Q: How has the President's Malaria Initiative stacked up? How effective has it been and what needs to change?
A: We have worked closely with the President’s Malaria Initiative and I think that the main point about the Initiative is that it is one of the most effective programs of essentially any healthcare initiative of the US government. The director of the program has done an outstanding job in striking the balance in partnerships with countries that they are working with. It has been extremely effective in getting commodities and interventions available to the partner countries.

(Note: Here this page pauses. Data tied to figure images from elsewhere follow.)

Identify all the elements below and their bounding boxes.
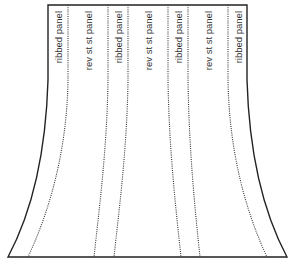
seam-line-5 [188, 5, 200, 257]
panel-label-1: ribbed panel [53, 11, 64, 63]
panel-label-3: ribbed panel [113, 11, 124, 63]
seam-line-2 [94, 5, 108, 257]
skirt-diagram: ribbed panel rev st st panel ribbed pane… [0, 0, 295, 269]
panel-label-4: rev st st panel [143, 11, 154, 70]
panel-label-7: ribbed panel [233, 11, 244, 63]
panel-label-6: rev st st panel [203, 11, 214, 70]
panel-label-2: rev st st panel [83, 11, 94, 70]
panel-label-5: ribbed panel [173, 11, 184, 63]
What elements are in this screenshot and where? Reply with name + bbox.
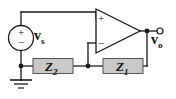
output-label-subscript: o — [158, 40, 163, 50]
circuit-diagram: + − + − vs vo Z2 Z1 — [0, 0, 176, 99]
impedance-label-z1-subscript: 1 — [124, 67, 128, 77]
impedance-label-z1: Z1 — [116, 60, 128, 76]
source-label-main: v — [34, 28, 41, 43]
source-label-subscript: s — [41, 36, 45, 46]
impedance-label-z2-main: Z — [45, 59, 53, 74]
source-label: vs — [34, 29, 45, 46]
circuit-schematic-canvas — [0, 0, 176, 99]
opamp-inverting-sign: − — [98, 38, 104, 49]
source-minus-sign: − — [18, 37, 24, 48]
ground-icon — [10, 80, 32, 88]
impedance-label-z2-subscript: 2 — [53, 67, 57, 77]
output-label: vo — [151, 33, 163, 50]
impedance-label-z2: Z2 — [45, 60, 57, 76]
opamp-noninverting-sign: + — [98, 13, 104, 24]
impedance-label-z1-main: Z — [116, 59, 124, 74]
junction-dot-feedback — [86, 64, 91, 69]
output-label-main: v — [151, 32, 158, 47]
junction-dot-output — [145, 29, 150, 34]
junction-dot-source-bottom — [19, 64, 24, 69]
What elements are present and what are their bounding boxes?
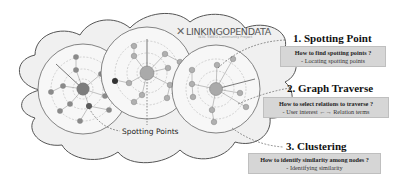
step-2-box: How to select relations to traverse ? - … <box>263 97 389 118</box>
step-2-answer: - User interest ←→ Relation terms <box>264 108 388 116</box>
cluster-circle-3 <box>172 45 260 133</box>
logo-icon: ✕ <box>176 25 185 38</box>
step-1-answer: - Locating spotting points <box>281 57 385 65</box>
step-1-box: How to find spotting points ? - Locating… <box>280 46 386 67</box>
step-2-question: How to select relations to traverse ? <box>264 100 388 108</box>
step-1-question: How to find spotting points ? <box>281 49 385 57</box>
step-2-title: 2. Graph Traverse <box>287 82 373 94</box>
linking-open-data-logo: ✕ LINKINGOPENDATA W3C SWEO Community Pro… <box>176 25 271 38</box>
step-3-box: How to identify similarity among nodes ?… <box>248 153 381 174</box>
spotting-points-label: Spotting Points <box>122 127 179 136</box>
step-3-title: 3. Clustering <box>286 140 347 152</box>
step-3-answer: - Identifying similarity <box>249 164 380 172</box>
step-1-title: 1. Spotting Point <box>293 32 372 44</box>
logo-subtitle: W3C SWEO Community Project <box>198 35 252 39</box>
step-3-question: How to identify similarity among nodes ? <box>249 156 380 164</box>
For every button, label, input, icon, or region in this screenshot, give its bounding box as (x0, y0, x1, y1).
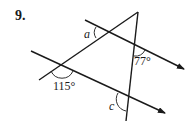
angle-arc-115 (51, 71, 73, 78)
angle-label-115: 115° (53, 79, 76, 93)
angle-arc-c (116, 93, 126, 111)
angle-arc-a (94, 27, 96, 38)
angle-label-a: a (84, 27, 90, 41)
geometry-diagram: a 77° 115° c (0, 0, 195, 125)
angle-label-c: c (109, 99, 115, 113)
angle-label-77: 77° (134, 54, 151, 68)
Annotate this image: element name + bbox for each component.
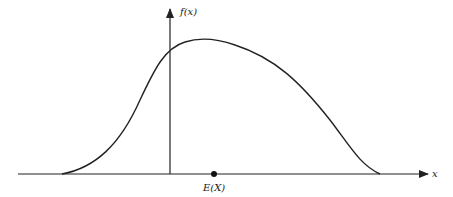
mean-point: [211, 171, 217, 177]
x-axis-label: x: [432, 168, 438, 179]
diagram-canvas: [0, 0, 453, 197]
mean-label: E(X): [203, 182, 225, 193]
density-diagram: f(x) E(X) x: [0, 0, 453, 197]
density-curve: [62, 39, 380, 174]
y-axis-label: f(x): [180, 6, 197, 17]
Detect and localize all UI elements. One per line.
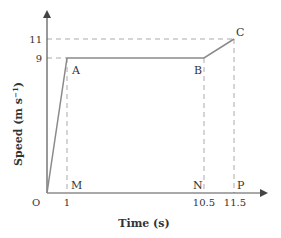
speed-line bbox=[47, 39, 234, 193]
x-tick-1: 1 bbox=[64, 197, 70, 208]
point-label-M: M bbox=[71, 179, 82, 192]
speed-time-chart: 11 9 O 1 10.5 11.5 A B C M N P Time (s) … bbox=[0, 0, 281, 238]
y-axis-title-end: ) bbox=[12, 82, 25, 87]
y-axis-title-sup: −1 bbox=[11, 87, 20, 98]
point-label-A: A bbox=[71, 64, 81, 77]
point-label-P: P bbox=[237, 179, 245, 192]
x-tick-11-5: 11.5 bbox=[224, 197, 246, 208]
y-axis-title: Speed (m s−1) bbox=[11, 82, 25, 166]
y-tick-9: 9 bbox=[36, 53, 42, 64]
point-label-N: N bbox=[193, 179, 203, 192]
guide-lines bbox=[47, 39, 234, 193]
y-axis-title-main: Speed (m s bbox=[12, 98, 25, 166]
origin-label: O bbox=[32, 197, 40, 208]
point-label-C: C bbox=[236, 26, 244, 39]
y-tick-11: 11 bbox=[29, 34, 42, 45]
point-label-B: B bbox=[194, 64, 202, 77]
x-tick-10-5: 10.5 bbox=[193, 197, 215, 208]
x-axis-title: Time (s) bbox=[118, 217, 169, 230]
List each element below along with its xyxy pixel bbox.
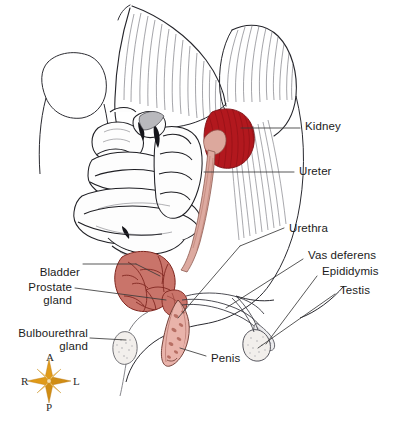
label-epididymis: Epididymis [322,265,379,278]
compass-letter-posterior: P [46,402,52,413]
bulbourethral-gland [113,312,148,396]
small-intestine-coils [74,108,202,260]
label-ureter: Ureter [299,165,332,178]
compass-letter-right: R [21,376,28,387]
anatomy-illustration [0,0,401,430]
abdominal-musculature [42,5,297,136]
label-testis: Testis [340,284,370,297]
label-vas-deferens: Vas deferens [308,249,376,262]
label-bladder: Bladder [0,266,80,279]
label-urethra: Urethra [289,222,328,235]
orientation-compass [27,359,71,403]
label-penis: Penis [211,352,240,365]
compass-letter-left: L [73,376,80,387]
label-prostate-gland: Prostate gland [0,281,72,307]
compass-letter-anterior: A [46,352,54,363]
label-kidney: Kidney [305,120,341,133]
anatomy-figure: Kidney Ureter Urethra Vas deferens Epidi… [0,0,401,430]
label-bulbourethral-gland: Bulbourethral gland [0,327,88,353]
muscle-hatching-right [227,26,293,102]
muscle-hatching-left [124,13,222,124]
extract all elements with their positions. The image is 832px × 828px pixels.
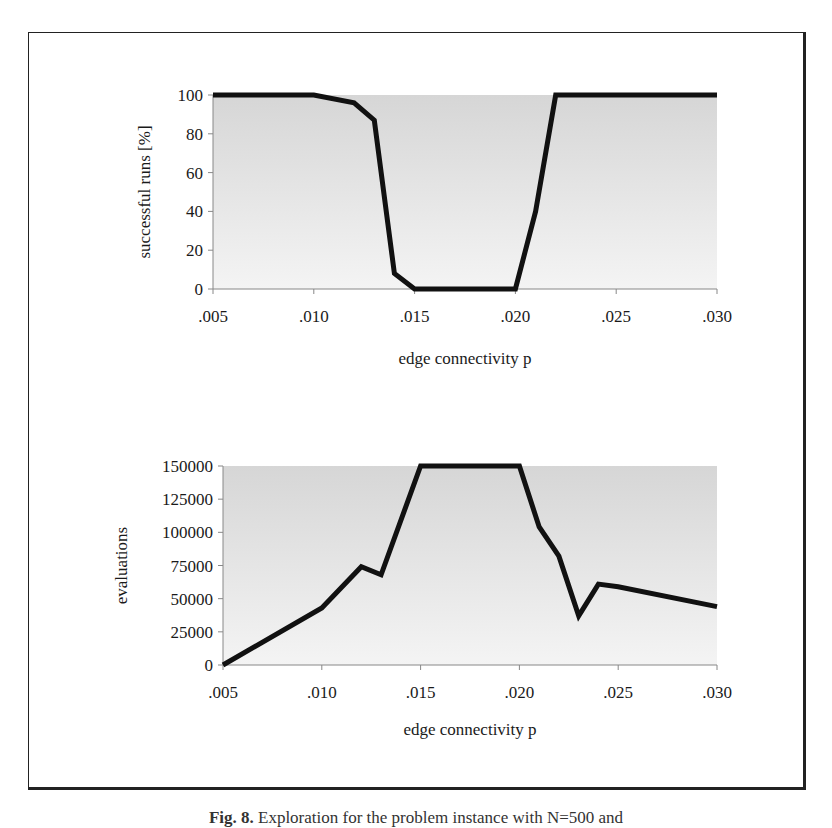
- x-tick-label: .025: [603, 683, 633, 702]
- x-tick-label: .030: [702, 307, 732, 326]
- x-tick-label: .005: [208, 683, 238, 702]
- y-tick-label: 75000: [171, 557, 214, 576]
- x-tick-label: .010: [299, 307, 329, 326]
- x-tick-label: .020: [505, 683, 535, 702]
- caption-label: Fig. 8.: [209, 808, 254, 827]
- y-tick-label: 0: [195, 280, 204, 299]
- success-rate-chart: 020406080100.005.010.015.020.025.030edge…: [135, 86, 732, 368]
- x-tick-label: .020: [501, 307, 531, 326]
- y-tick-label: 125000: [162, 490, 213, 509]
- y-tick-label: 0: [205, 656, 214, 675]
- y-tick-label: 50000: [171, 590, 214, 609]
- y-axis-label: evaluations: [112, 527, 131, 604]
- y-tick-label: 25000: [171, 623, 214, 642]
- x-tick-label: .025: [601, 307, 631, 326]
- x-tick-label: .015: [400, 307, 430, 326]
- x-axis-label: edge connectivity p: [403, 720, 536, 739]
- x-tick-label: .010: [307, 683, 337, 702]
- x-tick-label: .015: [406, 683, 436, 702]
- evaluations-chart: 0250005000075000100000125000150000.005.0…: [112, 457, 732, 739]
- y-tick-label: 20: [186, 241, 203, 260]
- figure-caption: Fig. 8. Exploration for the problem inst…: [0, 808, 832, 828]
- plot-area: [213, 95, 717, 289]
- y-tick-label: 100: [178, 86, 204, 105]
- y-axis-label: successful runs [%]: [135, 125, 154, 258]
- y-tick-label: 100000: [162, 523, 213, 542]
- x-axis-label: edge connectivity p: [398, 349, 531, 368]
- y-tick-label: 150000: [162, 457, 213, 476]
- x-tick-label: .030: [702, 683, 732, 702]
- y-tick-label: 80: [186, 125, 203, 144]
- plot-area: [223, 466, 717, 665]
- caption-text: Exploration for the problem instance wit…: [258, 808, 623, 827]
- y-tick-label: 40: [186, 202, 203, 221]
- x-tick-label: .005: [198, 307, 228, 326]
- y-tick-label: 60: [186, 164, 203, 183]
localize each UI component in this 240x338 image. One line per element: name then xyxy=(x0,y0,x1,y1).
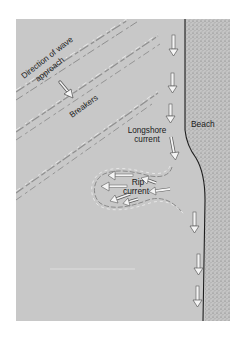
beach-label: Beach xyxy=(191,119,215,129)
rip-current-diagram: Direction of wave approach Breakers Beac… xyxy=(0,0,240,338)
water-highlight xyxy=(50,268,135,270)
longshore-current-label: Longshore xyxy=(128,126,167,135)
longshore-current-label-2: current xyxy=(134,135,160,144)
rip-current-label-2: current xyxy=(123,186,150,196)
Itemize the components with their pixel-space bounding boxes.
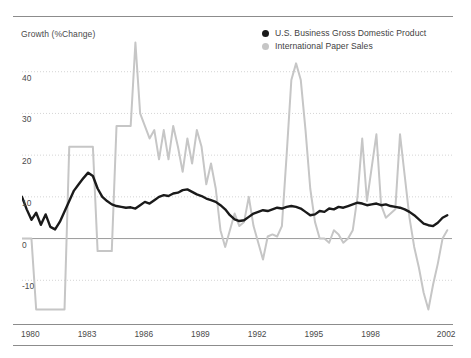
- x-tick-label: 2002: [437, 329, 456, 339]
- y-tick-label: 30: [22, 114, 31, 124]
- y-tick-label: 10: [22, 198, 31, 208]
- y-tick-label: 40: [22, 73, 31, 83]
- x-tick-label: 1983: [78, 329, 97, 339]
- plot-area: [22, 30, 452, 322]
- top-rule: [13, 16, 453, 17]
- x-tick-label: 1998: [361, 329, 380, 339]
- x-tick-label: 1989: [191, 329, 210, 339]
- plot-svg: [22, 30, 452, 322]
- x-tick-label: 1980: [21, 329, 40, 339]
- bottom-rule: [13, 345, 453, 346]
- x-tick-label: 1986: [134, 329, 153, 339]
- y-tick-label: -10: [22, 281, 34, 291]
- x-tick-label: 1992: [248, 329, 267, 339]
- series-line: [22, 173, 447, 230]
- y-tick-label: 0: [22, 240, 27, 250]
- x-tick-label: 1995: [305, 329, 324, 339]
- chart-figure: Growth (%Change) U.S. Business Gross Dom…: [0, 0, 471, 358]
- y-tick-label: 20: [22, 156, 31, 166]
- axis-rule-above-years: [13, 324, 453, 325]
- series-lines: [22, 43, 447, 310]
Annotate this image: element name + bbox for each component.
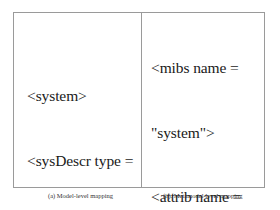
panel-model-level: <system> <sysDescr type = "DisplayString… xyxy=(27,42,133,210)
code-line: "system"> xyxy=(151,122,257,144)
panel-metamodel-level: <mibs name = "system"> <attrib name = "s… xyxy=(151,14,257,210)
code-line: <mibs name = xyxy=(151,57,257,79)
code-line: <sysDescr type = xyxy=(27,150,133,172)
code-line: <system> xyxy=(27,85,133,107)
caption-model-level: (a) Model-level mapping xyxy=(48,192,113,199)
caption-metamodel-level: (b). Metamodel-level mapping xyxy=(163,192,243,199)
panel-divider xyxy=(141,12,142,188)
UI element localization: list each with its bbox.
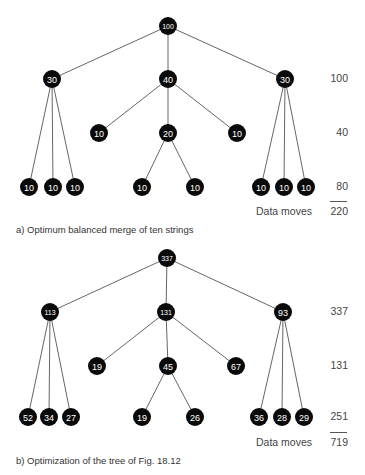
tree-edge bbox=[97, 312, 166, 366]
svg-text:337: 337 bbox=[161, 255, 173, 262]
tree-node: 10 bbox=[297, 178, 315, 196]
svg-text:10: 10 bbox=[24, 183, 34, 193]
svg-text:29: 29 bbox=[299, 413, 309, 423]
svg-text:19: 19 bbox=[137, 413, 147, 423]
svg-text:10: 10 bbox=[232, 129, 242, 139]
data-moves-total: 719 bbox=[318, 436, 348, 448]
tree-edge bbox=[29, 79, 52, 187]
svg-text:100: 100 bbox=[162, 23, 174, 30]
level-sum: 40 bbox=[318, 126, 348, 138]
svg-text:67: 67 bbox=[231, 362, 241, 372]
tree-edge bbox=[52, 79, 53, 187]
svg-text:10: 10 bbox=[256, 183, 266, 193]
tree-node: 30 bbox=[276, 70, 294, 88]
tree-edge bbox=[50, 312, 71, 417]
tree-edge bbox=[168, 79, 237, 133]
svg-text:34: 34 bbox=[44, 413, 54, 423]
svg-text:131: 131 bbox=[160, 309, 172, 316]
svg-text:40: 40 bbox=[163, 75, 173, 85]
tree-node: 27 bbox=[62, 408, 80, 426]
tree-node: 10 bbox=[90, 124, 108, 142]
tree-node: 10 bbox=[20, 178, 38, 196]
tree-edge bbox=[49, 312, 50, 417]
svg-text:10: 10 bbox=[94, 129, 104, 139]
data-moves-label: Data moves bbox=[256, 436, 312, 448]
figure-caption: a) Optimum balanced merge of ten strings bbox=[16, 224, 193, 235]
tree-edge bbox=[50, 258, 167, 312]
svg-text:19: 19 bbox=[92, 362, 102, 372]
svg-text:10: 10 bbox=[279, 183, 289, 193]
merge-tree-diagrams: 1003040301020101010101010101010337113131… bbox=[0, 0, 365, 475]
svg-text:10: 10 bbox=[301, 183, 311, 193]
tree-node: 10 bbox=[44, 178, 62, 196]
tree-node: 67 bbox=[227, 357, 245, 375]
level-sum: 100 bbox=[318, 72, 348, 84]
tree-node: 20 bbox=[159, 124, 177, 142]
tree-node: 10 bbox=[252, 178, 270, 196]
tree-edge bbox=[52, 26, 168, 79]
tree-node: 10 bbox=[275, 178, 293, 196]
svg-text:10: 10 bbox=[137, 183, 147, 193]
svg-text:113: 113 bbox=[44, 309, 55, 316]
tree-node: 131 bbox=[157, 303, 175, 321]
svg-text:27: 27 bbox=[66, 413, 76, 423]
tree-edge bbox=[99, 79, 168, 133]
tree-node: 34 bbox=[40, 408, 58, 426]
tree-node: 29 bbox=[295, 408, 313, 426]
tree-node: 10 bbox=[66, 178, 84, 196]
tree-node: 52 bbox=[19, 408, 37, 426]
tree-node: 36 bbox=[250, 408, 268, 426]
tree-edge bbox=[167, 258, 283, 312]
sum-divider bbox=[330, 201, 347, 202]
tree-node: 19 bbox=[88, 357, 106, 375]
level-sum: 251 bbox=[318, 410, 348, 422]
tree-edge bbox=[52, 79, 75, 187]
tree-edge bbox=[28, 312, 50, 417]
tree-node: 40 bbox=[159, 70, 177, 88]
level-sum: 337 bbox=[318, 305, 348, 317]
tree-edge bbox=[261, 79, 285, 187]
tree-a: 1003040301020101010101010101010 bbox=[20, 17, 315, 196]
level-sum: 131 bbox=[318, 359, 348, 371]
level-sum: 80 bbox=[318, 180, 348, 192]
tree-node: 100 bbox=[159, 17, 177, 35]
tree-edge bbox=[283, 312, 304, 417]
svg-text:10: 10 bbox=[70, 183, 80, 193]
svg-text:30: 30 bbox=[280, 75, 290, 85]
svg-text:30: 30 bbox=[47, 75, 57, 85]
tree-edge bbox=[168, 26, 285, 79]
svg-text:26: 26 bbox=[190, 413, 200, 423]
svg-text:28: 28 bbox=[277, 413, 287, 423]
data-moves-label: Data moves bbox=[256, 205, 312, 217]
tree-edge bbox=[168, 133, 195, 187]
tree-edge bbox=[284, 79, 285, 187]
svg-text:10: 10 bbox=[48, 183, 58, 193]
tree-node: 26 bbox=[186, 408, 204, 426]
tree-edge bbox=[166, 312, 236, 366]
tree-node: 113 bbox=[41, 303, 59, 321]
tree-edge bbox=[259, 312, 283, 417]
tree-node: 28 bbox=[273, 408, 291, 426]
svg-text:45: 45 bbox=[163, 362, 173, 372]
svg-text:52: 52 bbox=[23, 413, 33, 423]
svg-text:10: 10 bbox=[190, 183, 200, 193]
tree-node: 10 bbox=[186, 178, 204, 196]
tree-node: 93 bbox=[274, 303, 292, 321]
tree-node: 45 bbox=[159, 357, 177, 375]
data-moves-total: 220 bbox=[318, 205, 348, 217]
tree-node: 10 bbox=[133, 178, 151, 196]
svg-text:20: 20 bbox=[163, 129, 173, 139]
tree-node: 10 bbox=[228, 124, 246, 142]
sum-divider bbox=[330, 432, 347, 433]
tree-node: 337 bbox=[158, 249, 176, 267]
tree-node: 19 bbox=[133, 408, 151, 426]
tree-node: 30 bbox=[43, 70, 61, 88]
tree-edge bbox=[285, 79, 306, 187]
tree-edge bbox=[282, 312, 283, 417]
figure-caption: b) Optimization of the tree of Fig. 18.1… bbox=[16, 455, 181, 466]
svg-text:93: 93 bbox=[278, 308, 288, 318]
tree-b: 337113131931945675234271926362829 bbox=[19, 249, 313, 426]
svg-text:36: 36 bbox=[254, 413, 264, 423]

And they, like our program, have done a great job in terms of evaluating the impact of their program. I think it’s safe to say that the US Congress has been extremely positive about the program because it has clearly demonstrated value for money and return on investment in ways that few other programs can actually do. I think the program has produced enormous results in terms of lives saved.
Q: What do you see as the next step forward in terms of one day reaching the goal of eliminating malaria in sub-Saharan Africa?
A: The big step right now is that there are a number of countries in Africa that have made great progress in terms of bringing down the burden of malaria in their country. But no countries in continental Africa have eliminated malaria. The transmission is still there and the threat of a lapse in bed net coverage and replenishment of bed nets every three years could mean the return of malaria. So the challenge now is what are the strategies that countries could use toward elimination.
Our group, in particular, is focusing on working with several countries to develop program strategies for moving toward elimination and shutting down transmission. This has never been done before, and this is going to take some intense work with a limited number of countries to figure out exactly how this is going to be done. The belief is that this is possible in many parts Africa with currently available forms of intervention: nets, drug use, and indoor residual spraying. This can be done without the need for a malaria vaccine or anything of that sort.
So this is the big challenge in front of us: bringing malaria under control to bringing transmission to zero.